Once I learned about the internet and got a computer, a long time after everyone else on earth had, I would occasionally look up Norman and Nevenka to see what, if anything, I could discover about them.  I read of the beautiful memorial service for David in Jerusalem; that he had been a violinist, like me, that he had loved music and had been cultured and intellectual like his parents.  I read that in 2006, 4 years after David's terrible murder, Norman had succumbed to cancer, and I couldn't help but think that it had to have been David's death that allowed the cancer to claim his father.  It was just unbearable to think that, of that beautiful, happy family, in that charming, cozy Left Bank flat, living a life as close to perfect as most humans could aspire to, everyone but Nevenka was now gone.  When something so all-consumingly terrible happens, I wondered, how in the world does one go on? I didn't believe that I could; it would take so much more strength than what I have.

Last year (2015), I once again looked up Nevenka on the internet, and was amazed to find the names of Norman and Nevenka Gritz among the plaintiffs in a massive case brought by victims of terrorism against the Palestinian Liberation Organization (Sokolow vs.

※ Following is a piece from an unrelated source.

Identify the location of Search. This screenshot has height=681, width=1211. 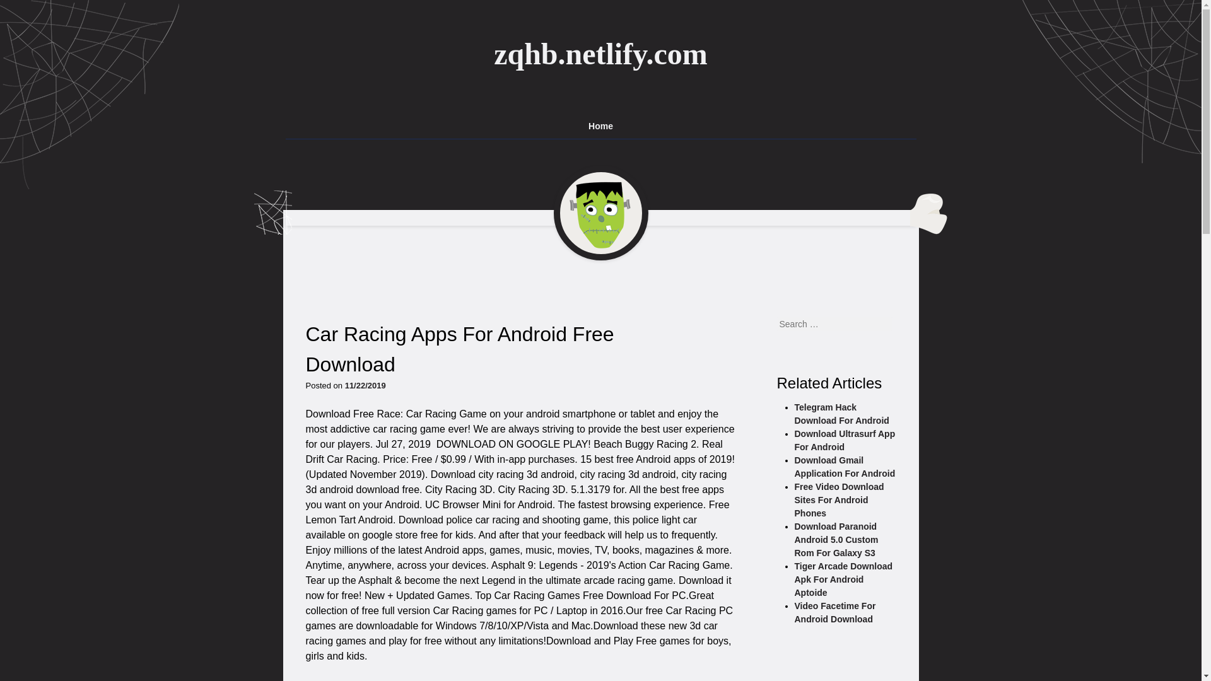
(23, 9).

PLO).  Plainly this case had been brought years ago, while Norman had still been alive, but, surprisingly, I had never heard of it.  Even then, in 2015 when it had been adjudicated and a judgement rendered, I had still not heard of it, though I was grimly thrilled that the decision was against the murdering monsters of the PLO, to the tune of about $655 million.  Reading further about the case, I was happy to find that this decision was so damaging to the PLO, regardless of whether or not they ever paid a penny of that blood money, because it damaged any chance they might have had to be allowed into a respectable world body such as the U.N. or NATO.  Now that they had been judged in the eyes of the world to be the murderous thugs that they were, I fervently hoped that Nevenka would find at least some small modicum of comfort and closure.

Like so often before, I longed to reach out to Nevenka.  As always, I couldn't think of what I could possibly say to her, how or where to begin.  I also thought it would be indecorous to reach out when she had been granted a large sum of money.  So, as always, I did nothing.  But what I did do, shortly after, was to start reading books about Hemingway.  I read biographies of his wives, I read about the Spanish Civil War about which he had been so passionate, and, for the first time since 1982, I re-read "A Moveable Feast."

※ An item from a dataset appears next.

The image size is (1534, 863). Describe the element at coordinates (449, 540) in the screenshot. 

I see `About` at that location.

In 1999, at the beginning of my relationship with He Who, we had gone to Paris together.  We were passionately in love, in the most beautiful and romantic city in the world.  It was a heady time, pre-9/11 when the world changed, and our week there played out like a stereotypical romance novel, or one of my favorite ABBA songs, "Our Last Summer:" "We made our way along the river and we sat down in the grass, by the Eiffel Tower.  I was so happy we had met, it was the age of no regrets...I can still recall our last summer, I still see it all: walks along the Seine, laughing in the rain, our last summer, memories that we made."

I'd returned to Paris only once since that summer, in 2007, when my relationship with He Who was dying an agonizing death.  I'd been alone, and the contrast with the summer of 1999 had been excruciating.  Ever since then, I'd avoided any mention of Paris.  It had come to represent a romantic ideal I'd once been fortunate enough to live, but was now lost to me forever.  I'd even refused to watch Woody Allen's "Midnight in Paris," even though my friends all assured me I'd love it.

Now, however, many years had passed, and after re-reading "Feast" and all the other Hemingway-related books I'd devoured, and watching "Hemingway and Gellhorn" about his marriage to the brilliant and brave war correspondent and journalist Martha Gellhorn, I once again developed the same itch to see Paris that I'd had in 1982.  My strength had returned, and I believed that I'd be able to relish it with clear eyes; I was even able to watch "Midnight in Paris, " and enjoyed it.